07 August, 2014

Sir Peter Hall (1932-2014)



One of the world’s most famous geographers and planning researchers, and one of the greatest representatives of our discipline in recent generations passed away last week. It is with sadness and regret that we recall his person, his career, and his enormous outputs in the domains of urban and regional development and planning in general terms, and in various fields of specific application such as urban project development, high speed rail infrastructure, and new technologies.

The sheer volume of books, scientific papers, memos, articles and reports that he published is staggering, and the same can be said about the originality and quality of his work. One can trace his major lifetime events and achievements on the Web. On 31st July, in the Guardian published an obituary, and more importantly  and earlier in the year, a lengthy report on British planning issues. Also, both the Royal Town Planning Institute (RTPI) and the Bartlett School of Planning at University College, London (with which Sir Peter was last affiliated) published personal tributes. What seems most notable to me, and thus what I want to highlight here, are some of the characteristics of this extraordinary individual.

First, it is hard to oversee the extreme broad range of issues that Sir Peter Hall addressed – representing a rare and matchless universal knowledge in geography and planning that has, of late, mostly fallen victim to the imperative of specialization in both academia and in professional realms. Just to name one of his many publications: his (1998) Cities in Civilization is one of the most readable and comprehensive volumes on towns and cities of our time, stretching urban history, contemporary developments, and urban policy and planning issues.

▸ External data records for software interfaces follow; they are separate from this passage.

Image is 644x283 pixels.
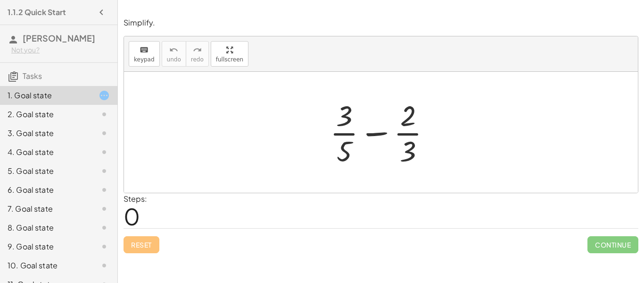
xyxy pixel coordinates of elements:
i: Task started. [99,90,110,101]
span: undo [167,56,181,63]
p: Simplify. [124,17,638,28]
i: Task not started. [99,222,110,233]
div: 4. Goal state [8,147,83,158]
button: undoundo [162,41,186,67]
span: Tasks [23,71,42,81]
i: Task not started. [99,184,110,196]
i: Task not started. [99,127,110,139]
div: 7. Goal state [8,203,83,215]
div: 6. Goal state [8,184,83,196]
i: Task not started. [99,241,110,252]
button: redoredo [186,41,209,67]
span: keypad [134,56,155,63]
span: redo [191,56,204,63]
div: Not you? [12,45,110,55]
h4: 1.1.2 Quick Start [8,7,66,18]
div: 1. Goal state [8,90,83,101]
label: Steps: [124,194,147,203]
i: Task not started. [99,260,110,271]
button: fullscreen [211,41,248,67]
i: Task not started. [99,108,110,120]
div: 9. Goal state [8,241,83,252]
button: keyboardkeypad [129,41,160,67]
div: 5. Goal state [8,165,83,176]
span: fullscreen [216,56,243,63]
i: redo [193,44,202,56]
i: Task not started. [99,203,110,215]
span: [PERSON_NAME] [23,33,95,43]
div: 3. Goal state [8,127,83,139]
i: undo [169,44,178,56]
span: 0 [124,202,140,230]
i: Task not started. [99,147,110,158]
div: 10. Goal state [8,260,83,271]
div: 2. Goal state [8,108,83,120]
i: keyboard [140,44,149,56]
i: Task not started. [99,165,110,176]
div: 8. Goal state [8,222,83,233]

Second, his broad knowledge was always underscored by precise and detailed expertise, which Sir Peter Hall applied to issues as variegated as urban containment, high speed trains, cities and universities, and culture and creativity – just to name a few. His treatise on The World Cities (1966), one of very first studies on this issue, appeared much earlier than the seminal paper by John Friedmann and Goetz Wolff (1982) or Saskia Sassen’s Global City (1991) that supposedly established the related genre. His thoughts on the association between cities and universities, framed against the background of emerging high-tech – or ‘silicon’ – landscapes, also evolved roughly a decade before this topic gained wider attention in the scientific and urban planning communities. Again, the same applies to culture and creativity as means of urban development, which was thoughtfully included in Cities in Civilization a decade before the Floridian orthodoxy on creativity emerged and occupied urban agendas worldwide. And, his work on the link between transport infrastructure and urban-regional development builds a body of essential literature, providing conceptual clarity, empirical richness, and practical applicability in a field of planning that is often determined by positivism.

In this context - and third - Sir Peter Hall was instrumental because his knowledge was fed into the interface of science and policy. He was always simultaneously both a geographer and planner, enriching debates with both independent analytical findings and engaged scholarship, advice and consultancy. Besides serving the professional communities, such as the Town and Country Planning Association or the Regional Studies Association (of which he was a founding member), he also sat on numerous committees and planning boards providing independent and highly useful expertise in decision-making processes. His sympathy for garden cities as a means to provide guidance and control in spatial development was based on thoughtful considerations of the need to steer growth, without neglecting the many pitfalls of the compact city ideal. It was no coincidence that Sir Peter Hall was among those who launched the recent airport debate in London by co-authoring a (2006) paper advocating the retirement of Heathrow for both economic and urban reasons. A somewhat growth-machine approach comes into play when Sir Peter Hall is considered one of the creators of urban enterprise zones in Thatcher Britain – a concept that is highly suspicious of fostering urban neoliberalism. As a planning researcher and teacher, however, he was indeed quite aware of the limitations to planning. As a consequence, he was also rather critical of planning outcomes. In this respect, his (1980) book Great Planning Disasters was iconic, setting the standard for future studies on large-scale urban projects. Always, his work followed the commitment towards improving urban life-worlds, as was also proven by his last (2013) monograph Good Cities, Better Lives.

Comprehensiveness, accuracy, originality, and critical engagement is what characterizes Sir Peter Hall’s professional life. But in addition to remembering him as someone with an outstanding career,  one can also mourn that geography has lost an extraordinary role model that researchers can aspire to. And, given the imperatives of contemporary academia, and the worlds of impact factors, fund raising, and other performance-oriented indicators, one might also lament over whether, and to what extent, such an intellectual trajectory is even possible today.